Protecting pollinators can make all the difference for our wildlife and farms.

  • Helping Bees

    Bees are essential to the health of our environment and farms. Unfortunately, in many places, the essential service of pollination is at risk from habitat loss, pesticide use, and introduced diseases.

    For nearly a decade, Conservation Works' Bee Patches program has been planting resilient habitats with multi-season forage which can lessen the struggle of bees to survive.

    Contact oona@conservationworksnc.org to find out how you can help protect our pollinators by planting a Pollinator Habitat Garden at your farm, school or community garden.

  • Helping Monarchs

    Our habitat plantings nurture migrating Monarch butterflies, another pollinator species under threat and which passes annually from regions west of the Rocky Mountains through California to overwintering sites along the California coast.

    In 2021, Conservation Works partnered with Gold Ridge Resource Conservation District to help offset the loss of monarch breeding habitat by planting regionally appropriate native milkweed species and nectar plants in all our pollinator habitat planting projects. Agricultural intensification, the development of rural lands, and the use of mowing and herbicides to control roadside vegetation have all reduced the abundance of milkweeds in the landscape (Xerces).

    Contact alina@conservationworksnc.org to find out how you can help protect our monarchs by planting milkweed at your farm, school or community garden.

  • Photo Credit Clint Pogue/NFWS

    Helping Behrens Silverspot Butterfly

    The Behren’s Silverspot Butterfly (Speyeria zerene behrensii) was listed as an endangered species in 1997 and is our own local butterfly living in coastal Sonoma and Mendocino counties. This beautiful butterfly survives in coastal terrace prairie/grassland habitat that contains its caterpillar’s host plant, western early blue violet (Viola adunca), adult nectar sources, and suitable adult courtship areas.

    In 2022, Conservation Works began partnering with Whynn Coastal Planning & Biology and the National Fish and Wildlife Service as a fiscal sponsor and partner to help recover this butterfly.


### EXERCISE DESCRIPTION:
Scan the entries below for the string "ffffff" and copy every line where it turns up.

Figure dataset records:
════

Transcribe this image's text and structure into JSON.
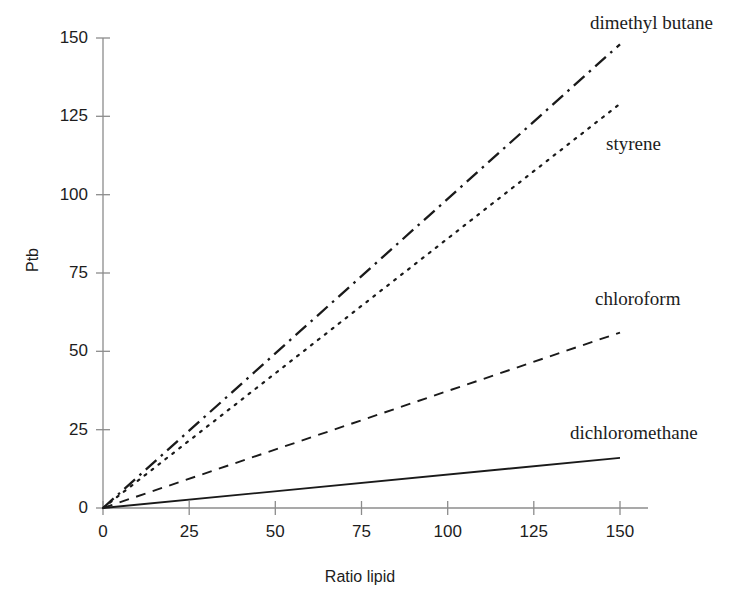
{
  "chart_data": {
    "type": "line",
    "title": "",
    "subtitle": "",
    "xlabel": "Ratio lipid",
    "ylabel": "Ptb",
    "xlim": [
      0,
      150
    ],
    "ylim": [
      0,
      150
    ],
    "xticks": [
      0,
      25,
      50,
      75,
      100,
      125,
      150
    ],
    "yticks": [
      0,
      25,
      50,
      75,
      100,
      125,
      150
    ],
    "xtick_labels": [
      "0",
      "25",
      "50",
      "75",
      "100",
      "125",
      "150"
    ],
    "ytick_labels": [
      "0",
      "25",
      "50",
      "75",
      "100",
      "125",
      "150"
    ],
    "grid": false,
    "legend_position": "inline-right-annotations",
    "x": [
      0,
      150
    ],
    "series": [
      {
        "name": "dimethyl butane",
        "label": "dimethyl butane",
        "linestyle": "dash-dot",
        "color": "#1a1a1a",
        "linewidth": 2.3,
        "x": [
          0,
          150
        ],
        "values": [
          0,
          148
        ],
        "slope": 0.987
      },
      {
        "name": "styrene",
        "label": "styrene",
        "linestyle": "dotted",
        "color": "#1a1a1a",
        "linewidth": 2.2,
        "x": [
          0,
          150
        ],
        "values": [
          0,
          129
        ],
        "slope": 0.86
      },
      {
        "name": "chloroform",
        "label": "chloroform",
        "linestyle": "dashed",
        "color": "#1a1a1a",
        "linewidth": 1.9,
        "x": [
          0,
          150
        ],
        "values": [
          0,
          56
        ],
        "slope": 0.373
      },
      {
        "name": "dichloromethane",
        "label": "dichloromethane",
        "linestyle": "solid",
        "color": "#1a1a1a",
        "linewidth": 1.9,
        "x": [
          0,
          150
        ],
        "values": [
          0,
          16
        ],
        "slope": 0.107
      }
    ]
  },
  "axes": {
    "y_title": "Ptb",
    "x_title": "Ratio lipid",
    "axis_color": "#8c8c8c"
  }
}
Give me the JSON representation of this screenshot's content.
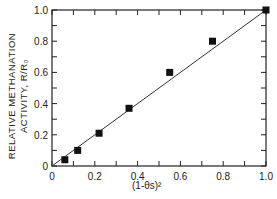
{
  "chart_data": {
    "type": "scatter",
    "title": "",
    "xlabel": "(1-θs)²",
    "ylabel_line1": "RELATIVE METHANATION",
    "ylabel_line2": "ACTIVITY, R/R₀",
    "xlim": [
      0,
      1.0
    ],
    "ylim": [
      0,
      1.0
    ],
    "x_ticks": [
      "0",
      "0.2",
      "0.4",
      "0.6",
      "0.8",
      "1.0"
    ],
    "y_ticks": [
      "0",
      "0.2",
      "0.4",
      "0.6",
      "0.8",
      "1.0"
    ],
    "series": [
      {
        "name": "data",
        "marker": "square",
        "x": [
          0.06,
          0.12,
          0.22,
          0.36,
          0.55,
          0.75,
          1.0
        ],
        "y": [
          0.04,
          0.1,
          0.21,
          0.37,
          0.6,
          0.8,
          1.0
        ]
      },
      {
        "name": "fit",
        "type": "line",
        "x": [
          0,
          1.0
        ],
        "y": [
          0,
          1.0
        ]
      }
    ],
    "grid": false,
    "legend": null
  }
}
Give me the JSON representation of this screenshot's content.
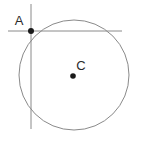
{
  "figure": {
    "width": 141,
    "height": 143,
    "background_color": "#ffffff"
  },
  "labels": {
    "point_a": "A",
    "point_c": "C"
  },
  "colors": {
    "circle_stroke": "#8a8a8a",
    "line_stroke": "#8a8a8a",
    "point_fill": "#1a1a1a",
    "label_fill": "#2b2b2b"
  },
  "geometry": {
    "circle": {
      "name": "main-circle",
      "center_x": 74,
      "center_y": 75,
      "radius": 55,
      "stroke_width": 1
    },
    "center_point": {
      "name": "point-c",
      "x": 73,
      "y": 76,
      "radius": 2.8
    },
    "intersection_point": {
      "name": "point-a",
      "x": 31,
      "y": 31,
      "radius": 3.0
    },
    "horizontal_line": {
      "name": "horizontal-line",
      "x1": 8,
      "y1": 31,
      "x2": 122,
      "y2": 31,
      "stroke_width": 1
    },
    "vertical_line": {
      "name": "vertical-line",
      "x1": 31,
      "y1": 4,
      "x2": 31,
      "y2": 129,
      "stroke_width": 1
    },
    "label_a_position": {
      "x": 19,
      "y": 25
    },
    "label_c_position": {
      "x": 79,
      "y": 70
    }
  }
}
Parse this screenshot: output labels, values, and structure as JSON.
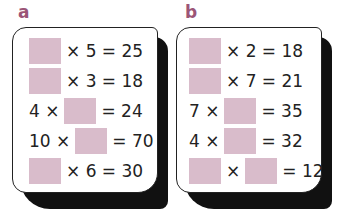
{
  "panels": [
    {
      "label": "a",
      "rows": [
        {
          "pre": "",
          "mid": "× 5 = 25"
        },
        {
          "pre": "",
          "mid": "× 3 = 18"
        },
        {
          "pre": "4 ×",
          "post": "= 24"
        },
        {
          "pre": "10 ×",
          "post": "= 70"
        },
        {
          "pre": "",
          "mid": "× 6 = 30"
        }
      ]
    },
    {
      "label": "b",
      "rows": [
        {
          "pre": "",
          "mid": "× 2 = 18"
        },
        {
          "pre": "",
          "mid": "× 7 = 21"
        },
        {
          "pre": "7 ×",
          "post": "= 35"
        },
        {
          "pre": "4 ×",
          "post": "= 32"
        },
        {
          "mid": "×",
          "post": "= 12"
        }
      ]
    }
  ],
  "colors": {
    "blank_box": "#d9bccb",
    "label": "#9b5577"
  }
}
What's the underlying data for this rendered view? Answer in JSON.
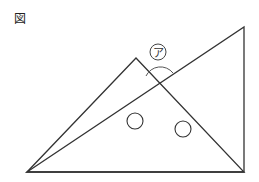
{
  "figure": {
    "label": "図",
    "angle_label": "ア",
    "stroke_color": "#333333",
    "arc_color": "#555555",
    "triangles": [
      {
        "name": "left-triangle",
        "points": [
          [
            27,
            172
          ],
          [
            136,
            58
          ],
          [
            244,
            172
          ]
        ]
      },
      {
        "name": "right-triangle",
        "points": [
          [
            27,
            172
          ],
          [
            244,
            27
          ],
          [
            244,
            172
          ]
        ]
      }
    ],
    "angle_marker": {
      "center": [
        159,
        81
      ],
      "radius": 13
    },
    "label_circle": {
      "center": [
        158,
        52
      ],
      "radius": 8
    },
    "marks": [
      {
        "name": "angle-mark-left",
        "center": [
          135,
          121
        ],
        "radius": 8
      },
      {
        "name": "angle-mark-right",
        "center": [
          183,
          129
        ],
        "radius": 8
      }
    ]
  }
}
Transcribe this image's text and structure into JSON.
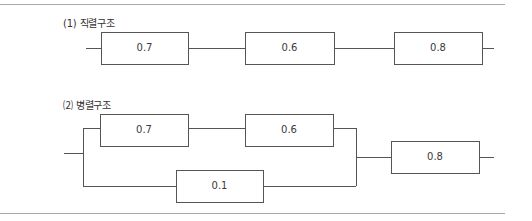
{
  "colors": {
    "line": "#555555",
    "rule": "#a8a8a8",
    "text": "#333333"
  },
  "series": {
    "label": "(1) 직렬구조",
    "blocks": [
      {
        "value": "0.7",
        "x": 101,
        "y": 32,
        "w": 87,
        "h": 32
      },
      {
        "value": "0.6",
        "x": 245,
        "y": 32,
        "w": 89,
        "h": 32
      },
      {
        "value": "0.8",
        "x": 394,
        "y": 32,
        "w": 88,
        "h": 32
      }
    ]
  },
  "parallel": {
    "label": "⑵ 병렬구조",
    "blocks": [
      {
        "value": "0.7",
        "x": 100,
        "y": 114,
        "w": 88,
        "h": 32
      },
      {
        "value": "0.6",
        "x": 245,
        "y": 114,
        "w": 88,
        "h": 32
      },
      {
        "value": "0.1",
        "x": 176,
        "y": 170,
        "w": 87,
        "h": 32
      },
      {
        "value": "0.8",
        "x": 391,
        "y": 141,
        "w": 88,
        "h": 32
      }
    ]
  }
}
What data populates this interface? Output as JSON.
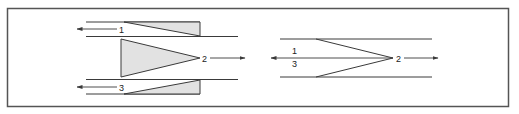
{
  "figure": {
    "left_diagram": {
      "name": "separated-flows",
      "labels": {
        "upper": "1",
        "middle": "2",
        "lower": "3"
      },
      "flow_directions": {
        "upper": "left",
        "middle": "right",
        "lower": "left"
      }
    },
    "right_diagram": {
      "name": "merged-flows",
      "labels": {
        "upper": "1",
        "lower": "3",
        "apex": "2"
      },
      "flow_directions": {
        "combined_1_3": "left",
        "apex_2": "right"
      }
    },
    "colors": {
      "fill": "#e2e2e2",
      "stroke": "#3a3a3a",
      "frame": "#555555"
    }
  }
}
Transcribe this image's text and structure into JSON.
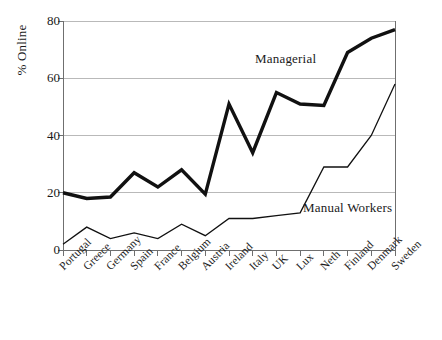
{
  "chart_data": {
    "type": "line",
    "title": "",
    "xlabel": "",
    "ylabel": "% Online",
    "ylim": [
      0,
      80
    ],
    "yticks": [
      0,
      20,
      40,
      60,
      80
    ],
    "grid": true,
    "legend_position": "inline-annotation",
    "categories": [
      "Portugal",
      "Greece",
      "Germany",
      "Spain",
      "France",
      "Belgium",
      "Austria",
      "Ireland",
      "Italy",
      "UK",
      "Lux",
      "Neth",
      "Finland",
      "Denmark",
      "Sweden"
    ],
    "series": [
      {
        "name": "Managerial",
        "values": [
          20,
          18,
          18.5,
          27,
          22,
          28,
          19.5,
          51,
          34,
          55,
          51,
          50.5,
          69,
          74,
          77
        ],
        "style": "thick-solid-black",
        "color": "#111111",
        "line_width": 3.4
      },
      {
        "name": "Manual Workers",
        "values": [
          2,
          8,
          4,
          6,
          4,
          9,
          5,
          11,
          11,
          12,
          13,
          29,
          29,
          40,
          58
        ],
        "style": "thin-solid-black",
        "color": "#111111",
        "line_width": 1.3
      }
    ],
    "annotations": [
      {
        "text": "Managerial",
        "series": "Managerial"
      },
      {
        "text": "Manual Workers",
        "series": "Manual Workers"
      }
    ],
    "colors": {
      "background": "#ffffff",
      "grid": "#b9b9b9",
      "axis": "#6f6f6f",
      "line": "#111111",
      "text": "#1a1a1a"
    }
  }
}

════

### RESPONSE TO THE TASK:
    "background_color": "#ffffff"
      "background": "#ffffff",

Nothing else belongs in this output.